An important triumph in the latter days of World War II was achieved when the U.S. Army captured Nuremberg, Germany, on April 20, 1945. A major emblem of the Nazi system, the fall of Nuremberg marked a dramatic shift in the war. This episode hurried the end of the war and prepared the ground for the Nuremberg Trials, which sought to bring Nazi war criminals to justice. Nuremberg enjoyed unique standing under the Nazis. Of all the German cities, Adolf Hitler thought this one was the most German. It hosted several rallies and propaganda events for Nazism. Here in 1935, the Nuremberg Laws were passed, depriving Jews of their German citizenship and laying the groundwork for the Holocaust. Taking the city, then, was strategically and symbolically very important to the Allies. A key post-war event, the Nuremberg Trials, was made feasible by the Allied occupation of Nuremberg. The purpose of these trials was to bring well-known Nazi war criminals to justice. Among other revolutionary features of the trials were the idea of individual responsibility for war crimes and a benchmark for future international criminal tribunals.

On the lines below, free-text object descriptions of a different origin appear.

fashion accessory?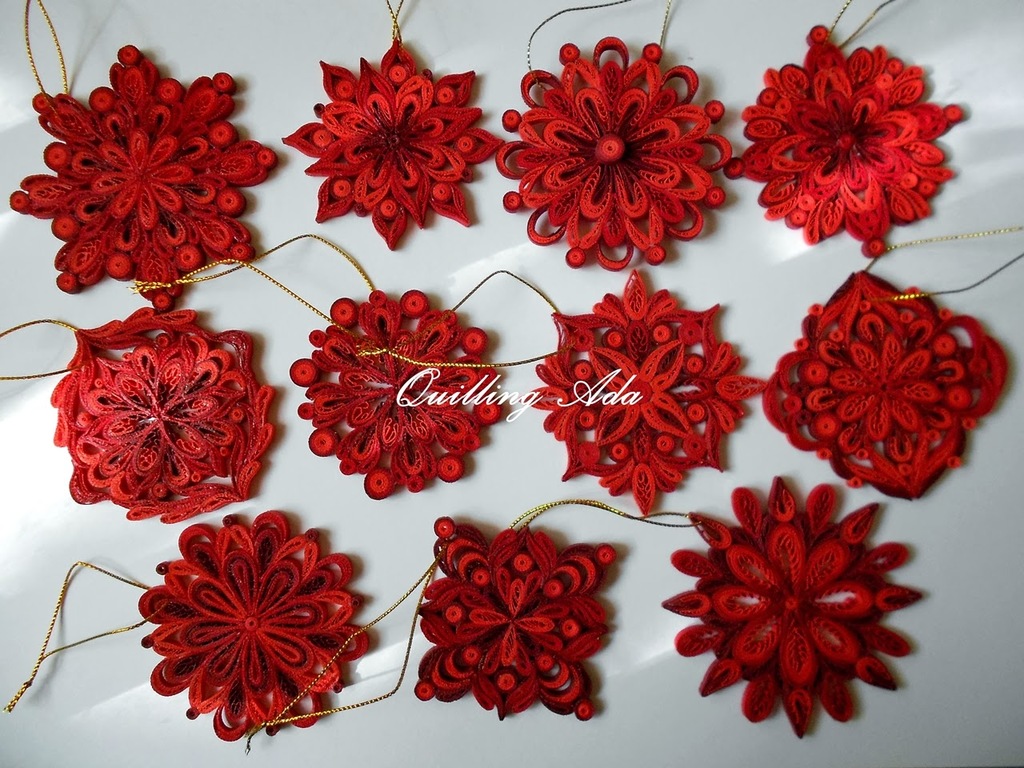
left=0, top=308, right=275, bottom=522
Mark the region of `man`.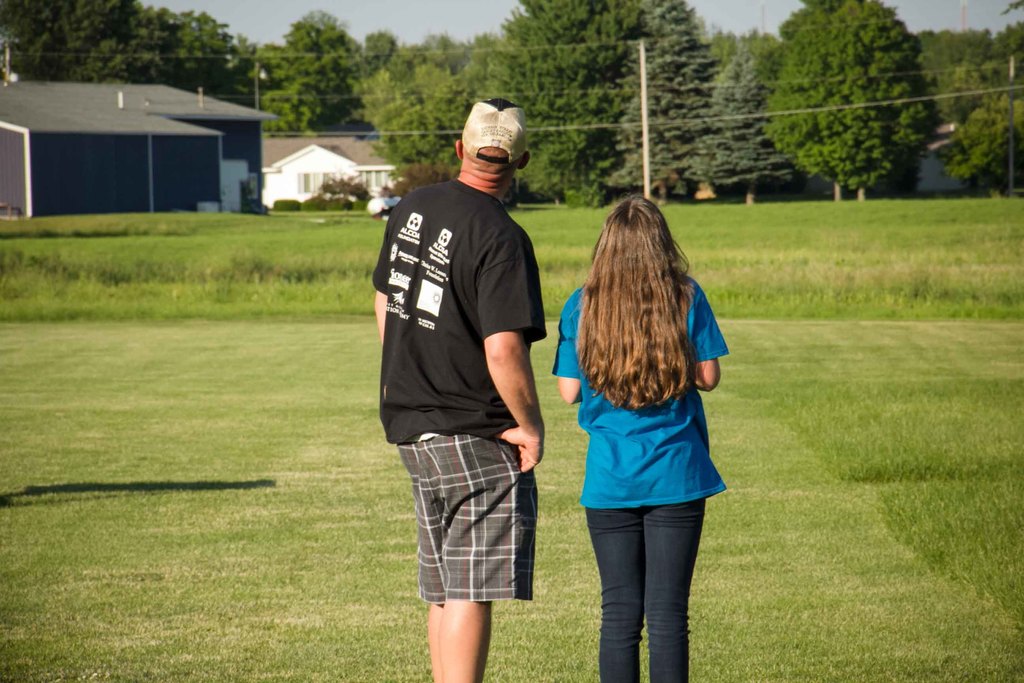
Region: 376/101/547/682.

At the Nuremberg Trials, twenty-two top Nazi officials were charged with war crimes, crimes against humanity, and conspiracy to commit these crimes. Of the twenty-two defendants, twelve were executed; three were found not guilty; and the remaining seven were sentenced to different lengths of time in prison. A watershed was reached in World War II with the conquest of Nuremberg. That was the first indication that the Nazi government was going to fall. The horrors committed during the war were powerfully brought home by the Nuremberg Trials that followed. These trials also established the foundation for present international law dealing with war crimes and crimes against humanity. The capture and trials of Nuremberg still influence our perceptions of justice, accountability, and the need to be constantly vigilant against the forces of oppression and hatred.

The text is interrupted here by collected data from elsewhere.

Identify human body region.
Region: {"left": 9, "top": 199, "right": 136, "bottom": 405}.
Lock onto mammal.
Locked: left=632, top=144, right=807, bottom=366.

Winston Churchill And His Secretary Anthony Eden Plan Strategy

According to the United States Holocaust Memorial Museum, in December 1942 the leaders of Great Britain, the United States, and the Soviet Union "issued the first joint declaration officially noting the mass murder of European Jewry and resolving to prosecute those responsible for violence against civilian populations." Leading Soviet official Joseph Stalin first suggested putting between 50,000 and 100,000 German staff officers to death. Although British Prime Minister Winston Churchill considered the idea of summarily executing senior Nazis, American officials persuaded him that a criminal trial would be more successful. Criminal procedures would, among other benefits, necessitate recording of the crimes against the defendants and shield them from later charges the defendants had been sentenced without proof. Setting up the Nuremberg trials presented numerous legal and procedural challenges. First, there had never been an international war criminal prosecution.

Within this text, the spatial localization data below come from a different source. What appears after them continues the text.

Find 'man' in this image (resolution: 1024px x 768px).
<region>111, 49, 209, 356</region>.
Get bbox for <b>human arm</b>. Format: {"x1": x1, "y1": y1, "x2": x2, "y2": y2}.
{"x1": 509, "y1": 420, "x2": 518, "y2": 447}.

The American Civil War saw the execution of Confederate army officer Henry Wirz for his mistreatment of Union prisoners of war; Turkey also held courts-martial in 1919–1920 to punish those responsible for the Armenian genocide of 1915–16. But these were trials carried out within the laws of a single country, not a coalition of four powers with disparate legal customs and traditions as in the Nuremberg trials. Ultimately, on August 8, 1945, the Allies released the London Charter of the International Military Tribunal, which set the rules and procedures for the Nuremberg trials. The charter identified three categories of crimes, among them crimes against peace, war crimes, and crimes against humanity. It was established that both military and civilian authorities might be charged with war crimes. The trials were held at Nuremberg, a city in the German state of Bavaria because the war had not seriously destroyed the Palace of Justice, which housed a sizable prison. Nuremberg had also hosted yearly Nazi propaganda events, hence, the postwar trials there signaled the symbolic end of Hitler's Third Reich, or administration.